Monday, September 23, 2013

Twelve hundred years of Pythagoras' cultural history

I post normally on Wednesday afternoons, but I've fielded some questions on last week's post that I wanted to address without taking space away from new topics. It is tempting to trace western cultural roots to the Greeks, but this is arbitrary: the reason they are given special emphasis is that they are the earliest culture to leave behind writing. Prior to, say, 550BC there is no real historical record. Prior to about 700BC there is little-to-no literary record. The reason, again, is the development of alphabets: the people's writing. For at least a millennium prior to that, writing was mainly used by centralized governments and religious authorities. Their purposes seemed mainly to have been religious observation, mundane record keeping and other functionary necessities, and state propaganda (inscriptions on monuments, etc). Exceptions certainly exist, such as the epic of Gilgamesh, the code of Hammurabi, and some scientific/technical works such as astronomical observations, mathematical texts, harvesting and planting techniques, etc.

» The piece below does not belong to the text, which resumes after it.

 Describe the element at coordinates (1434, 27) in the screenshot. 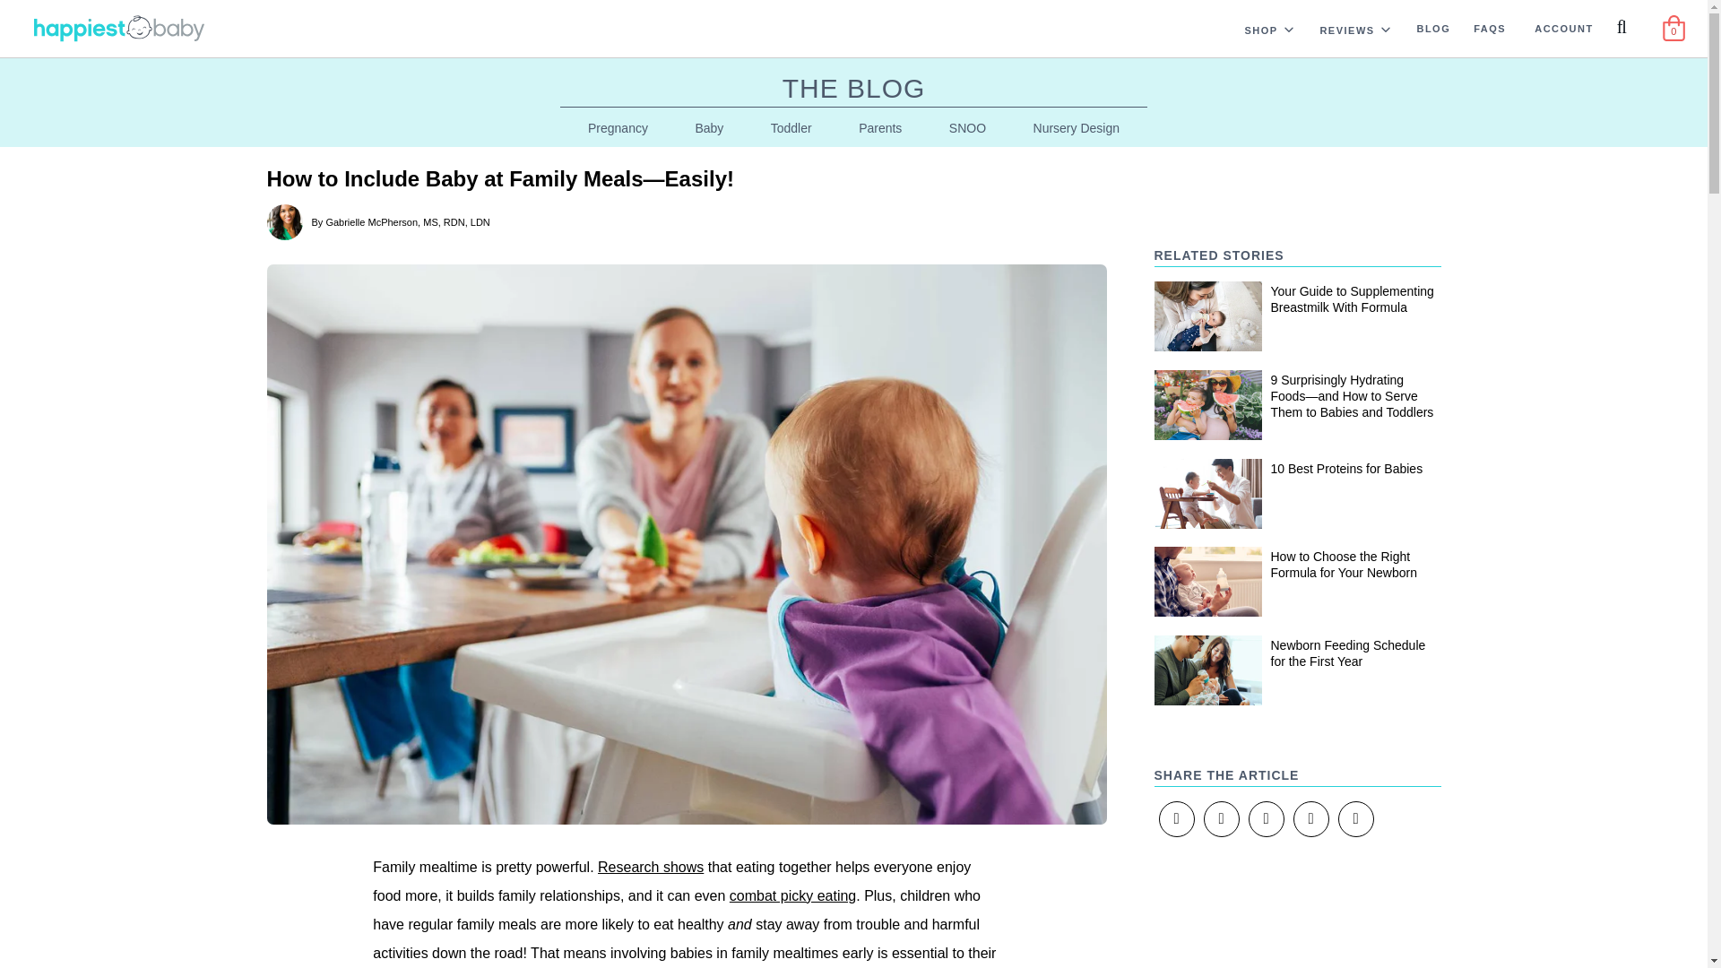

I see `BLOG` at that location.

Pythagoras' cultural inheritance would have seemed rather thin to us, which may help explain why he travelled so far to gather knowledge---he was seeking out the remnant heritage of the destroyed high cultures of a past age. With no writing, very little was handed down through the Greek dark age aside from the assortment of myths and observances, along with a more-or-less confining field of religious strictures (exemplified by Hesiod's Works and Days) of the isolated cultures that settled down after the fall of the old realms.

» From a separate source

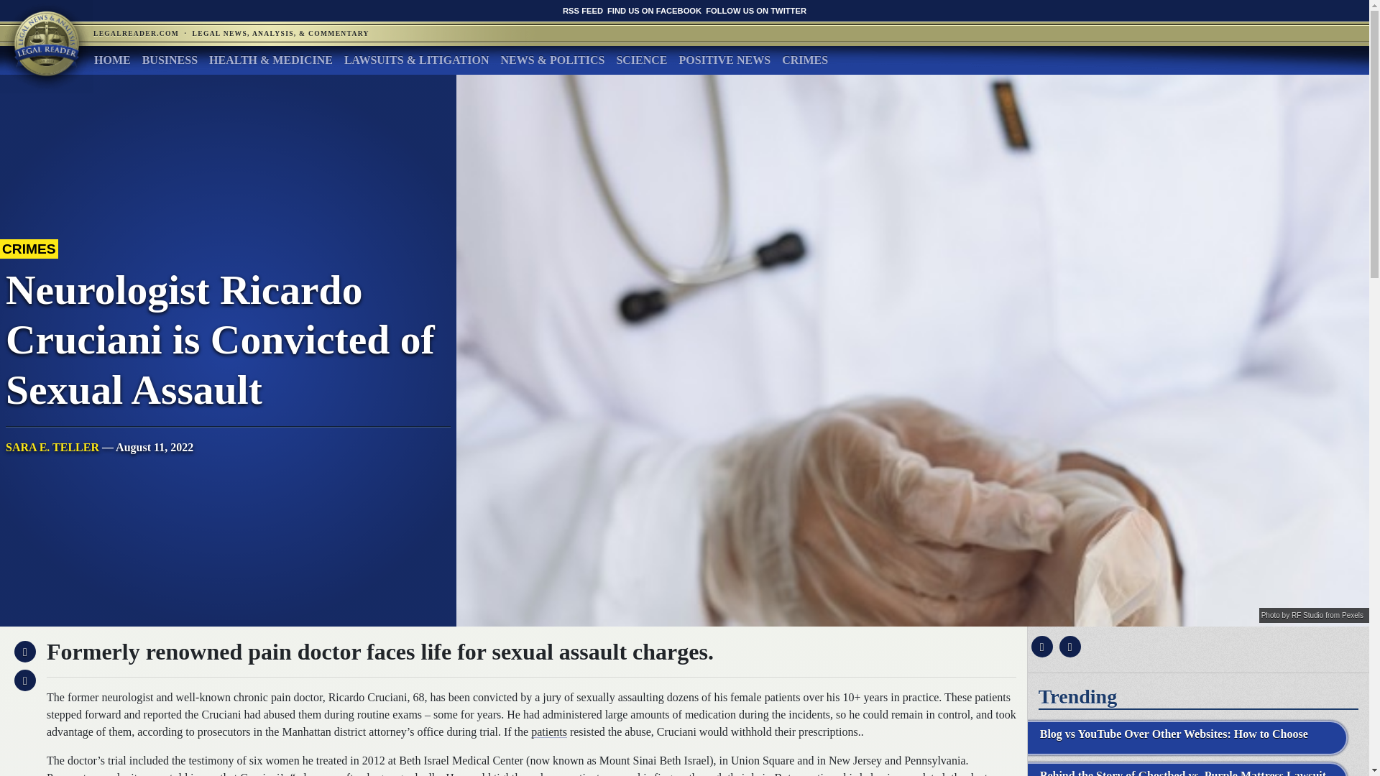  I want to click on SCIENCE, so click(641, 60).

For us in the modern world, knowledge is sought in the present, or in the future. Pythagoras, too, wanted to break out of the outmoded traditions that were perhaps useful to a simpler age, but no more. But in his time, knowledge lay in a deep, vanquished past.

For the visual among us, I am attaching a rough historical timeline of the eras surrounding Pythagoras: from the fall of the great empires, through the long dark ages, and on to the next ages of empires.